International trade is conducted in US Dollars due to a couple of accidents named world wars.
Prior to those accidents trade was conducted in gold, disguised as the various national currencies under the gold standard, with the Pound Sterling being the most liquid, stable, and valuable among them, as a consequence of its deep financial markets and vast overseas investments.
The British Empire was then the world’s creditor. I shall try to make a long story short.
World War I requested an immense financial effort to all belligerents, draining their treasuries dry. The Allied countries, with no exception, turned to the United States both for finance and for procurement (on credit) of matériel of any denomination.
The US had been hitherto a very provincial market, with wild gyrations in interest rates and demand for money linked to the agricultural cycles (Goodhart, C. The New York money market and the finance of trade, Harvard University Press, Cambridge, 1969, among others).
Once the US entered the war it tapped its vast pool of resources, both with Liberty Bonds and tax, in order to sustain its and its allies’ war effort. Some estimated that WWI cost something close to half of the US GDP.
At the end of the war all Allied Powers were cash strapped and heavily indebted to the US, to the point that it took a whole century for the debt to be repaid (Britain paid the final instalment of its wartime debt in 2014) albeit the savage inflation following the two wars made the nominal amounts tiny in the end.
This is one of the reasons why the Paris Conference of 1919 and the ensuing treaties saw formidable financial demands on the Central Powers and particularly Germany: everybody expected the Germans to pay for the untold damage they had caused both in aggression and in retreat (the French had, in addition to that, an old score to settle regarding the war “reparations” they had to pay the Second Reich for the 1870 lost war).
At the end of WWI the US was already a net creditor to nearly everybody.
Repeat the trick once again with WWII, and you have an established net creditor whose financial markets have learnt how to accommodate even extraordinary demands.
In the interwar years - in 1930 precisely - after long and bitter squabbles about who would pay whom (and with whose money, by the way), the US promoted the creation of the Bank for International Settlements (BIS) in order to act as a traffic warden on the settlement of import/export flows.
After the end of WWII the same scenario went on air again: all countries off the Gold Standard (again, after having suffered harshly to restore pre-war parities) and all cap in hand to try and manage their debt to the US.
Thanks to its position, the US became the world’ banker and clearing house in 1944 (Bretton Woods Agreement and the Gold Exchange Standard): the Dollar was thenceforth the only currency convertible in gold at a fixed parity, whilst all the others were fixed against the US Dollar.
Along with the Bretton Woods Agreement came the wold Bank (1944) and the International Monetary Fund (IMF, 1945).
The arrangement lasted until 1971, when the architecture created in Bretton Woods became untenable, but in the meantime, due to the position the US had carved for itself, with nearly all commodity trading being conducted in US Dollars due to its “umbrella” (or hub-and-spoke if you prefer) arrangement, it was natural to settle every trade in US Dollars.
It has remained so until toady, with both the World Bank and the IMF surviving the Bretton Woods Agreement, and with just a couple of hiccups: twenty minutes after a certain Saddam Hussein of Iraq mentioned the possibility of settling Iraq’s oil sales in Euros rather than Dollars he was no longer Iraq’s president/dictator (you name the title you prefer), and the same fate occurred to other unwise gentlemen.
As long as the US Dollar will retain its status as the world’s main reserve, commodity trade will tend to be conducted in Dollars, and trade being conducted in Dollars will make it less desirable to switch to other currencies for trading commodities. It is a self-sustaining feedback.
Thus said, with China’s economic might rising, it is not hard to imagine in a few decades a multipolar commodities market with the influence of the US Dollar waning.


### Your task
Read the records below. Copy each line where the string "circuit" occurs.

### Records supplied
________________
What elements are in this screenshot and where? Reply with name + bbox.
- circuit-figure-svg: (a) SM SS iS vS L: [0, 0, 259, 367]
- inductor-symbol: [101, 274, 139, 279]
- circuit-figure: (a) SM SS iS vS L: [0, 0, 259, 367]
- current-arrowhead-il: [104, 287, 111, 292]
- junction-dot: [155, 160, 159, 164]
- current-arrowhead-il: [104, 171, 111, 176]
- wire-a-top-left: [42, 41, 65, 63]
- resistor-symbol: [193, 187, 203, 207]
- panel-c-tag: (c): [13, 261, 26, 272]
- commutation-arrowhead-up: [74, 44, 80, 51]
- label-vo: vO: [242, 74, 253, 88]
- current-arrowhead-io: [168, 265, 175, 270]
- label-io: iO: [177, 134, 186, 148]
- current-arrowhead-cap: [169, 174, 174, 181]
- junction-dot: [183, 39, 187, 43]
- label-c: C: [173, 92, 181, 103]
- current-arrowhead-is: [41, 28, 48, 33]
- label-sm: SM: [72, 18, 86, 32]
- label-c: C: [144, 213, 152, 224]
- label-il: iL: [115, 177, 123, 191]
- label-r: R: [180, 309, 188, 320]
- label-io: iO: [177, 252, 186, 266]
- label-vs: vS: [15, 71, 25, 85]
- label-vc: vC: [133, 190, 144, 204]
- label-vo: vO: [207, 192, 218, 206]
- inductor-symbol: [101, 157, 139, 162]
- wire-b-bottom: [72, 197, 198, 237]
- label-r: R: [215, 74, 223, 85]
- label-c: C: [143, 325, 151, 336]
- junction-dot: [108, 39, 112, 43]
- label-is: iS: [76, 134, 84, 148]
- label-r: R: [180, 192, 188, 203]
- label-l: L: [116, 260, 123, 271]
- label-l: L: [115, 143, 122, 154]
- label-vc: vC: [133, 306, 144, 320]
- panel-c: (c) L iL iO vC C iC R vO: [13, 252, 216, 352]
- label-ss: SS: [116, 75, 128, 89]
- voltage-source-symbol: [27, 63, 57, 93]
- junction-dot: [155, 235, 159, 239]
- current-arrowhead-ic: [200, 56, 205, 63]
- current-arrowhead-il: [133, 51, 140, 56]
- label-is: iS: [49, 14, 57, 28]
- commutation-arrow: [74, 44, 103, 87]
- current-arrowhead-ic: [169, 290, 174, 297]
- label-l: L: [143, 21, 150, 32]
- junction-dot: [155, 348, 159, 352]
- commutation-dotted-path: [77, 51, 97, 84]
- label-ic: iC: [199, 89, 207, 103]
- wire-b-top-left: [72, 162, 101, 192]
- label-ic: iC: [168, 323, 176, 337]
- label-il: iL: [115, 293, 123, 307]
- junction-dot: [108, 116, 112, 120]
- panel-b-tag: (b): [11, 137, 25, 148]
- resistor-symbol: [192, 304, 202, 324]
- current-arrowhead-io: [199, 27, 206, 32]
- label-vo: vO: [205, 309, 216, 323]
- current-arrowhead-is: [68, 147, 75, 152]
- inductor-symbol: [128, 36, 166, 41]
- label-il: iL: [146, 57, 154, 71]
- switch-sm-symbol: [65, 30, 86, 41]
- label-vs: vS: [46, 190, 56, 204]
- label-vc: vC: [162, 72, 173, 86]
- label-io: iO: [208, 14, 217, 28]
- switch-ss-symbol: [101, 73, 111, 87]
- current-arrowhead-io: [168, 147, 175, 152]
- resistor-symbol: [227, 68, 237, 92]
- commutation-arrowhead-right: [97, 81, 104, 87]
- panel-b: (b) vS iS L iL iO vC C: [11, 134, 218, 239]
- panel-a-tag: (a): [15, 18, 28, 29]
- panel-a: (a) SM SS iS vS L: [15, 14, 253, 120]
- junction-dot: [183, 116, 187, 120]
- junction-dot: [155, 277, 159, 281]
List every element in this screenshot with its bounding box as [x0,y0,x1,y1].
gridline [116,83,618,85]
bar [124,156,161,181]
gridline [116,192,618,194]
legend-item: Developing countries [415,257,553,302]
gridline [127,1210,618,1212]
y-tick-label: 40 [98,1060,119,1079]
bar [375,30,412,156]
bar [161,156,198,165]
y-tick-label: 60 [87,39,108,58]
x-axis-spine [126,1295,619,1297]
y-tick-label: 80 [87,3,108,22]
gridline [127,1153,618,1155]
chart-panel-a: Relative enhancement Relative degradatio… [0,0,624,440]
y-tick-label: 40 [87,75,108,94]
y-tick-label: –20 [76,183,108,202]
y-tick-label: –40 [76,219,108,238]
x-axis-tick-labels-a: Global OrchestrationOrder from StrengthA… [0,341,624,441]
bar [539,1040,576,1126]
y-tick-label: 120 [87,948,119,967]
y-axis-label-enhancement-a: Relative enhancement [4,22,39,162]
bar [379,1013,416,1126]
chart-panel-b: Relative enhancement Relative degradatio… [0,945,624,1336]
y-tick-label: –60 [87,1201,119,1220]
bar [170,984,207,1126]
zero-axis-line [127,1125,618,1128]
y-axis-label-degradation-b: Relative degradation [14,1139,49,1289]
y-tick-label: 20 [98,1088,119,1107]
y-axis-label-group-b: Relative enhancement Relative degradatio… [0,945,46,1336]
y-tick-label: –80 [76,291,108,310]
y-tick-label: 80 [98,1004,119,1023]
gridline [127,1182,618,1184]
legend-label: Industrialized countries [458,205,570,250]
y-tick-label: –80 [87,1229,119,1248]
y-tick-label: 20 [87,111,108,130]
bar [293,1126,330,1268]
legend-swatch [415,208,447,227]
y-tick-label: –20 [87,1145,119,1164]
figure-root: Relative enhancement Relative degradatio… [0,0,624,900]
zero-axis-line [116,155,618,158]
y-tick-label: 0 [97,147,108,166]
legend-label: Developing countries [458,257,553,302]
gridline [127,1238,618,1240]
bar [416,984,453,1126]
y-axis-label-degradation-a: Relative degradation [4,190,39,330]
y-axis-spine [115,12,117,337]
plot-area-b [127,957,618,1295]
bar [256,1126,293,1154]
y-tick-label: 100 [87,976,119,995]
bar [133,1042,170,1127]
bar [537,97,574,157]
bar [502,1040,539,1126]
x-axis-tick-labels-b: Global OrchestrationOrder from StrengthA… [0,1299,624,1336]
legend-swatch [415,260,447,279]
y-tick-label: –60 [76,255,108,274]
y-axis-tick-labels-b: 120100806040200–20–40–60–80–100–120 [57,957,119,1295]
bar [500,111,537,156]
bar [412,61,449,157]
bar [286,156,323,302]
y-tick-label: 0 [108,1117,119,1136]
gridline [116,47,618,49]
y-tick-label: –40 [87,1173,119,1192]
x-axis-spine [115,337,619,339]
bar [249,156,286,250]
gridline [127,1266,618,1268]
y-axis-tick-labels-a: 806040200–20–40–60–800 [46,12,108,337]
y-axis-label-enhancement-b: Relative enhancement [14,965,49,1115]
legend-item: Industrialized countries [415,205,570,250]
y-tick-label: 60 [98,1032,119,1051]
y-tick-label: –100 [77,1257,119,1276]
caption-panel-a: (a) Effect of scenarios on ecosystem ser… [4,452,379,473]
________________
### Task output
- circuit-figure-svg: (a) SM SS iS vS L: [0, 0, 259, 367]
- circuit-figure: (a) SM SS iS vS L: [0, 0, 259, 367]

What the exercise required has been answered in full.